Unauthorized and Unprepared: Refocusing the CDC after COVID-19
By Joel Zinberg and Drew Keyes
Executive Summary
What This Paper Covers
The Centers for Disease Control and Prevention, the nation’s preeminent public health agency, has acknowledged that it failed badly during the COVID-19 pandemic. This paper examines why and suggests how the agency can be reformed and refocused.
What We Found
The basic problem was CDC mission creep, abetted by the lack of congressional authorization for the agency. Because the CDC has never been fully authorized by Congress, it lacks goals, circumscribed powers, and effective oversight. This led to a rapid and haphazard expansion of its responsibilities and the CDC became a large, diffuse agency with priorities that are far afield from its core mission of controlling and preventing communicable disease outbreaks.
CDC is now a collection of centers and programs that are disconnected from each other and from state and local authorities and duplicative of programs in other agencies and departments. These redundancies are unnecessary and costly and divert the CDC from its primary purpose to protect the nation from communicable diseases.

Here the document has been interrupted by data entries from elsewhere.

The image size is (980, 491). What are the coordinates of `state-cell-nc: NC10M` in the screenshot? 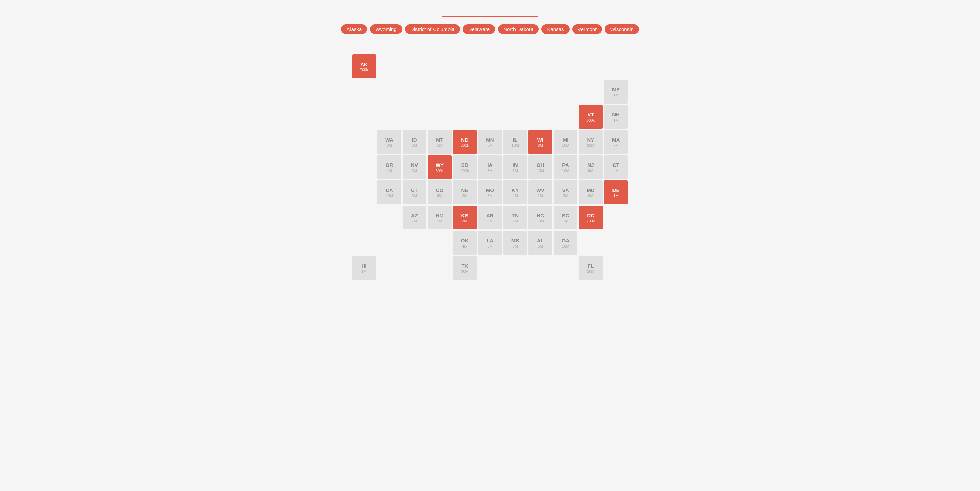 It's located at (540, 218).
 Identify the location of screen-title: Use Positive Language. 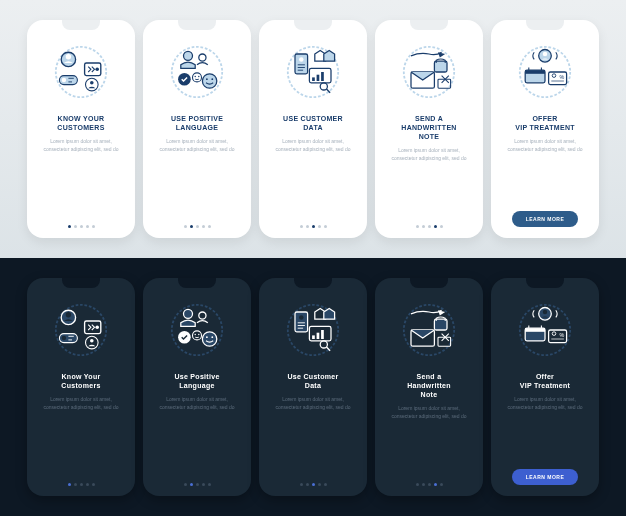
(196, 381).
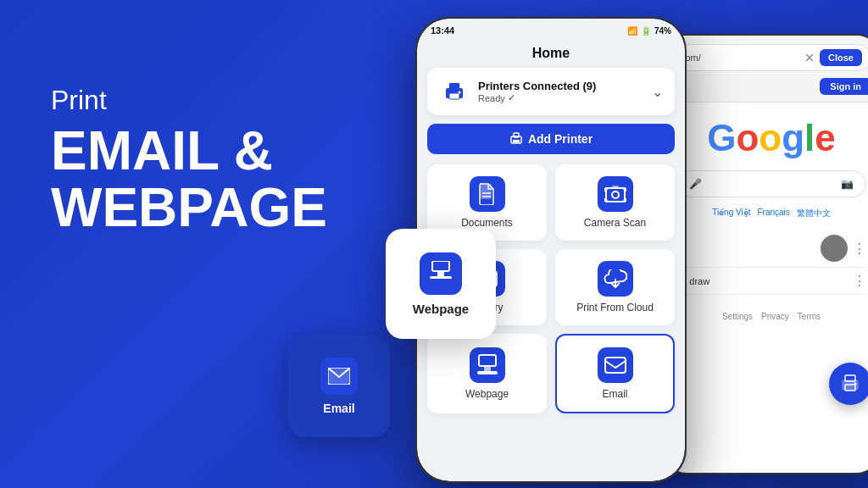 Image resolution: width=868 pixels, height=488 pixels. Describe the element at coordinates (809, 317) in the screenshot. I see `terms-link: Terms` at that location.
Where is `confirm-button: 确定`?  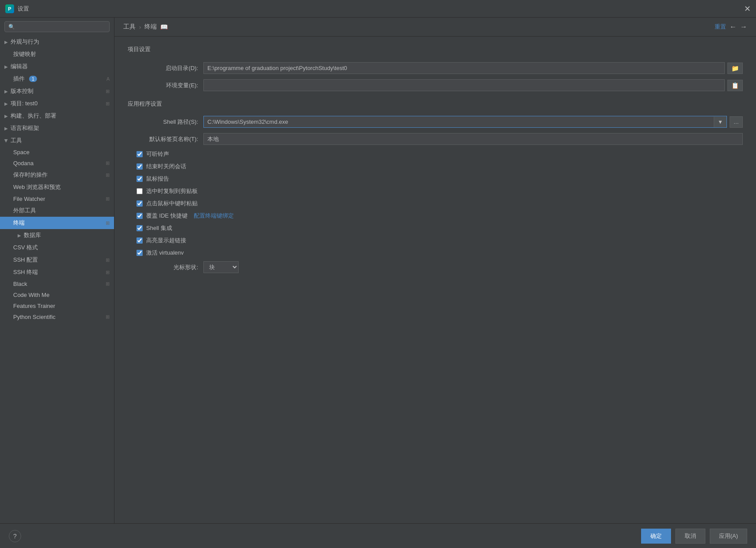 confirm-button: 确定 is located at coordinates (656, 536).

Just a small fraction of CDC resources is devoted to communicable disease threats. The lack of focus left the agency unprepared for the pandemic and distracted it from an effective response.
Why It Matters
The CDC’s failures during the pandemic undermined public trust. Americans deserve a better, more focused, and less political public health agency. Unless the CDC is reformed and refocused on its core mission, it will be unprepared to act effectively in future pandemics which will surely come.
Policy Suggestions
We cannot rely on CDC to reform itself—bureaucracies rarely do. It is Congress’ job to define CDC’s role. Instead of blindly increasing funding, Congress should comprehensively authorize the CDC for the first time and reaffirm the agency’s original mission to combat communicable, infectious diseases. Congress must do the hard work of delineating the agency’s objectives and functions and cutting back on the many areas where the CDC does not have expertise and duplicates other authorized agencies’ programs. Congress should remove off-mission priorities—such as broad prevention initiatives, social determinants of health, environmental issues, and violence prevention—to agencies where they can be, or already are, better addressed. These reforms would help restore public trust and make the CDC a more effective agency that is better prepared to combat the next pandemic.